Fast Start up off (always on hibernation)
http://ubuntuforums.org/showthread.php?t=2324331&p=13488472#post13488472
http://www.tenforums.com/tutorials/4189-fast-startup-turn-off-windows-10-a.html
http://www.tenforums.com/tutorials/2859-hibernate-enable-disable-windows-10-a.html

Dáire Fagan
March 9th, 2017, 06:16 PM
Brilliant oldfred, I now have that NTFS partition mounting automatically, thank you.

During install, I wanted to set up a swap partition on sda2, but whether I created the swap before the encrypted partition on sda1, or vice versa, the installer would not let me continue, it warned about it not being encrypted. Due to this, I left 30.5G of space to configure swap post install. The one visible in my first post is my attempt to create it using the Disks program on Ubuntu. I ran tests and it seemed to work, but it was not automounting, and I am not sure if it is encrypted or not. I am happy to delete the swap and remake if necessary.

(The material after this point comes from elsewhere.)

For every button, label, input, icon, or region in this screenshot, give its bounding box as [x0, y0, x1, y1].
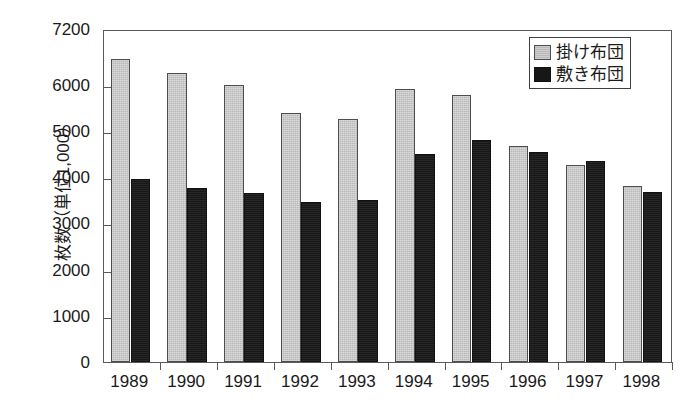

Can you please tell me, or link me to the correct way to configure the swap, on sda2, encrypted as I think that is the way to go, and automounting?

oldfred
March 9th, 2017, 07:03 PM
I do not know encryption.
I thought with LVM and full disk encryption the swap was inside the LVM.

And with /home encrypted, it automatically created an encrypted swap.

I have seen a number of Boot-Repair summary reports with encrypted /home & swap, but never saved an example.
Many have gotten confused as gparted shows it as an error as with encryption gparted does not know what it is. But it is then correct.